The "" at the end of "" flows directly into the vowel starting "" — the consonant migrates to the next word with no pause between. This is called the Consonant-to-Vowel Linking, what turns word-by-word reading into actual conversation. It comes out as TEHN.
In real conversation
Hear "ten" in the wild.
Click any sentence to see the full breakdown — every link, every reduction, every flap-T.
"As far as I know, the meeting is still scheduled for ten."
uhz FAR uhz ahy NOH dhuh MEE·duhng ihz STIHL SKEH·joold fer TEHN
"He has an exam at ten thirty."
hee huhz uhn uhg·ZAM uht TEHN THUR·dee
"He wears jersey number ten and plays in the midfield."
hee WAIRZ JUR·zee NUHM·ber TEHN and PLAYZ ihn dhuh MIHD·feeld
"It's about a ten-minute walk from the station."
ihts uh·BOWT uh TEHN MIH·nuht WAHK fruhm dhuh STAY·shuhn
"She broke a sweat after only ten minutes on the treadmill."

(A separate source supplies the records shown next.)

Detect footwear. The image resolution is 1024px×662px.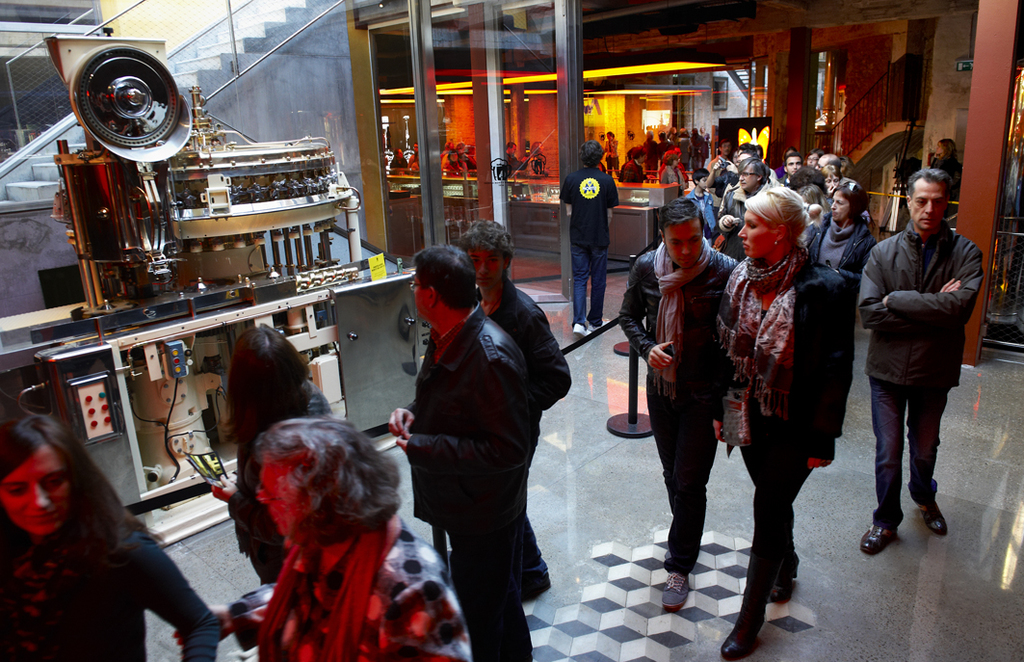
bbox=[660, 568, 688, 611].
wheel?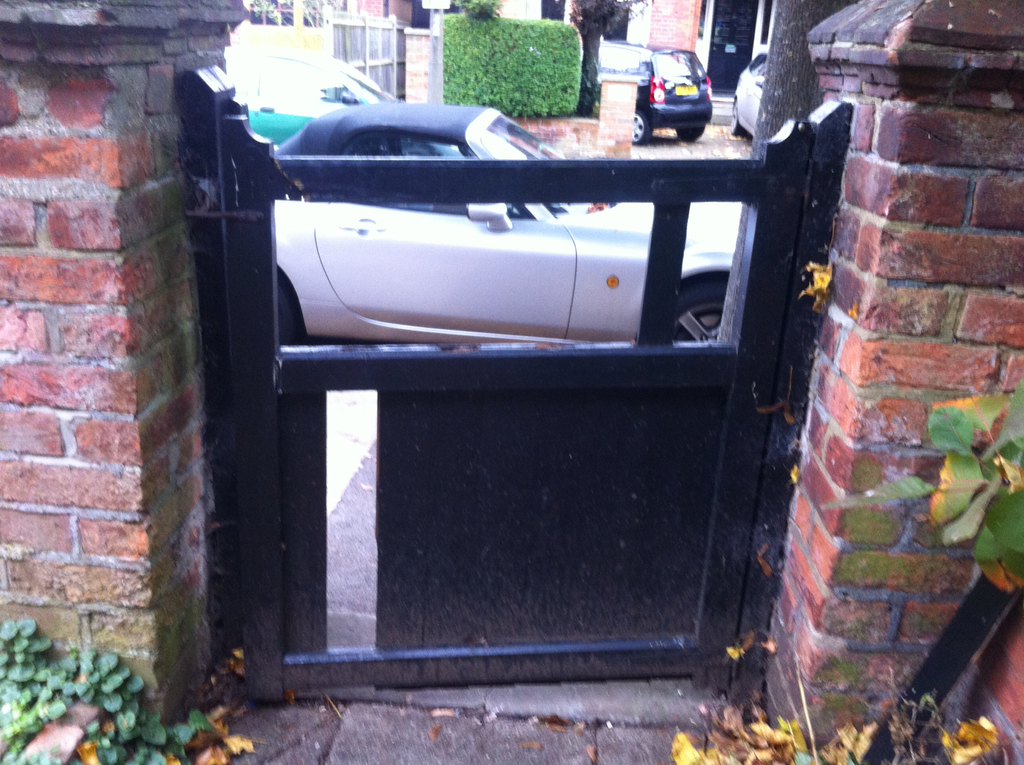
region(634, 112, 647, 144)
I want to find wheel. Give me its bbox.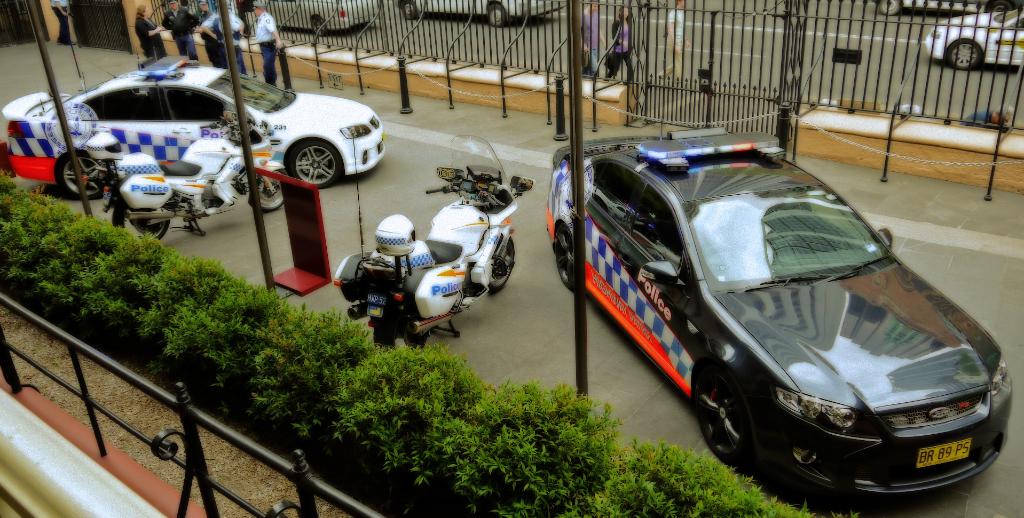
(left=257, top=166, right=286, bottom=212).
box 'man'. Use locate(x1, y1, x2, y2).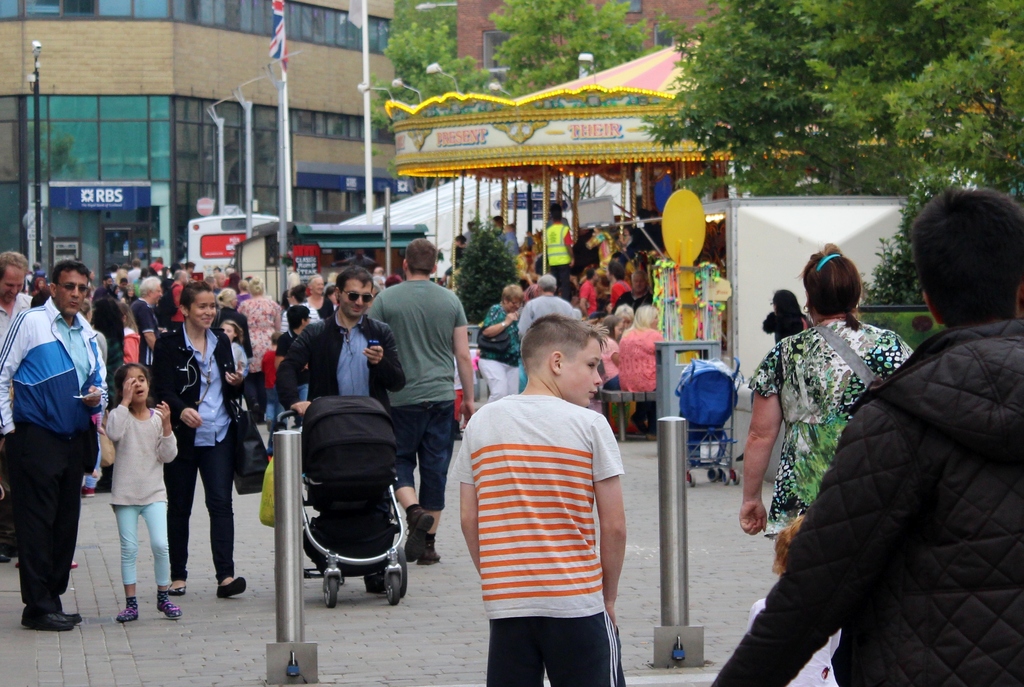
locate(0, 261, 113, 634).
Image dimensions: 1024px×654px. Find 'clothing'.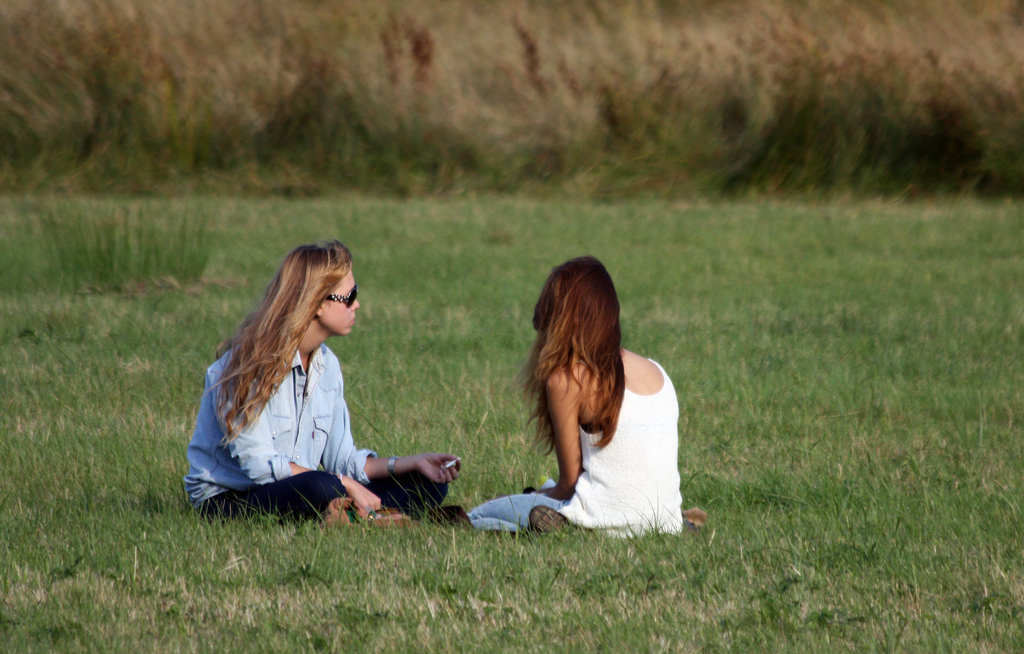
Rect(547, 358, 686, 528).
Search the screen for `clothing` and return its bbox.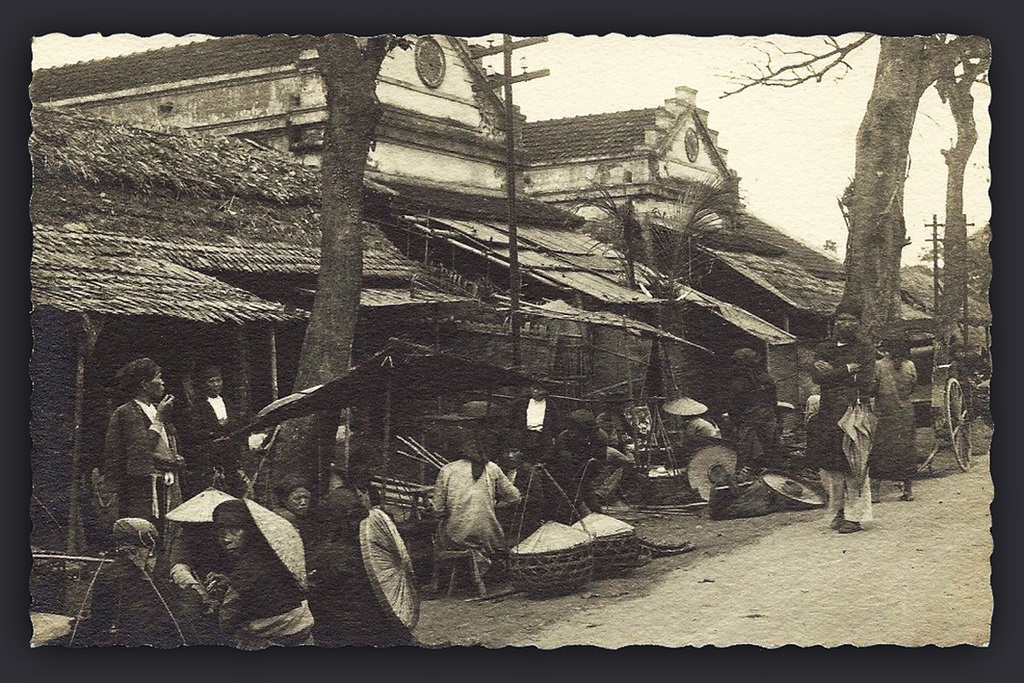
Found: [725,362,777,490].
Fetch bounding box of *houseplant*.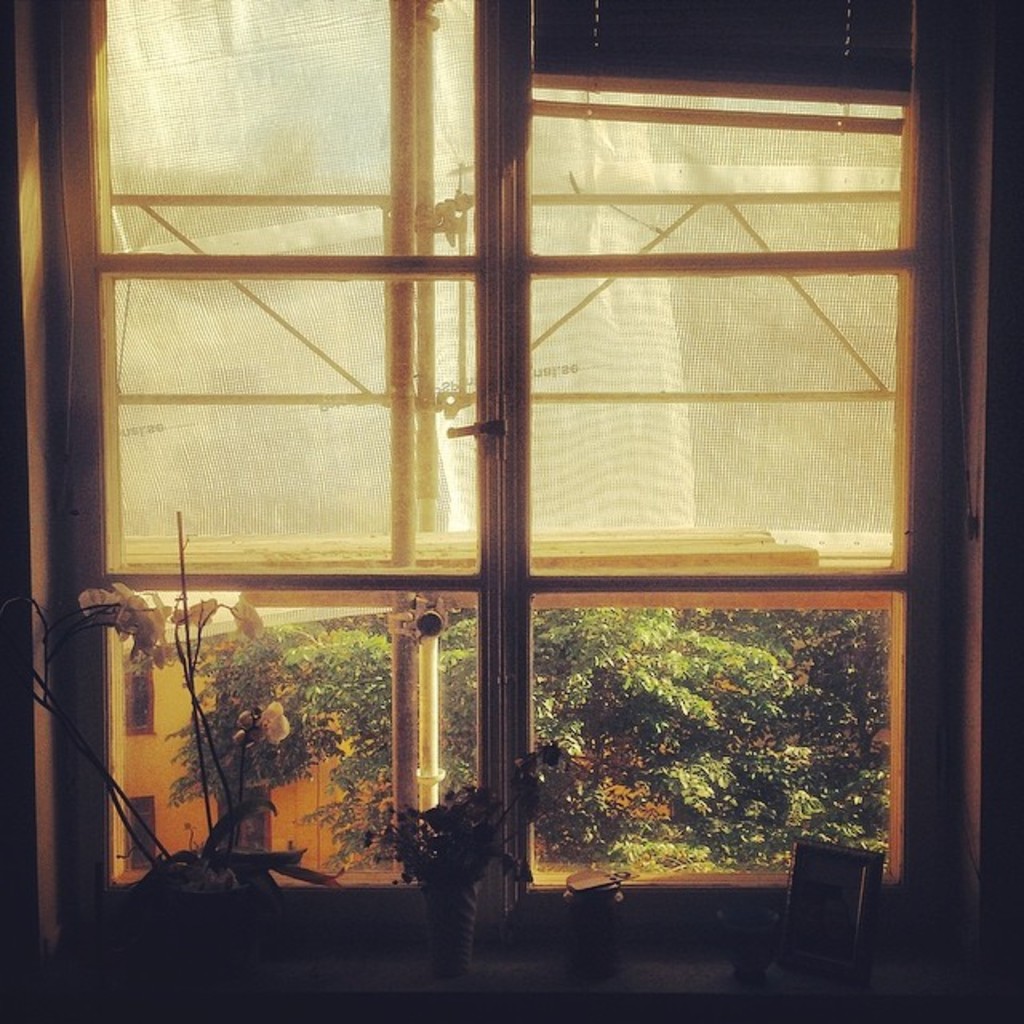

shee BROHK uh SWEHT AF·ter OHN·lee TEHN MIH·nuhts ahn dhuh TREHD·mihl
"Ten men helped."
TEHN MEHN HEHLPT
Questions
Questions people ask about this.
Is the American pronunciation of "ten" different from British English?
American English uses different vowel shapes, a relaxed retroflex R, and connected-speech tricks like flap-T and glottal-stop T that British Received Pronunciation generally avoids. The respell "TEHN" reflects the casual American form; British dictionaries typically print a citation form with crisper consonants and different vowel choices.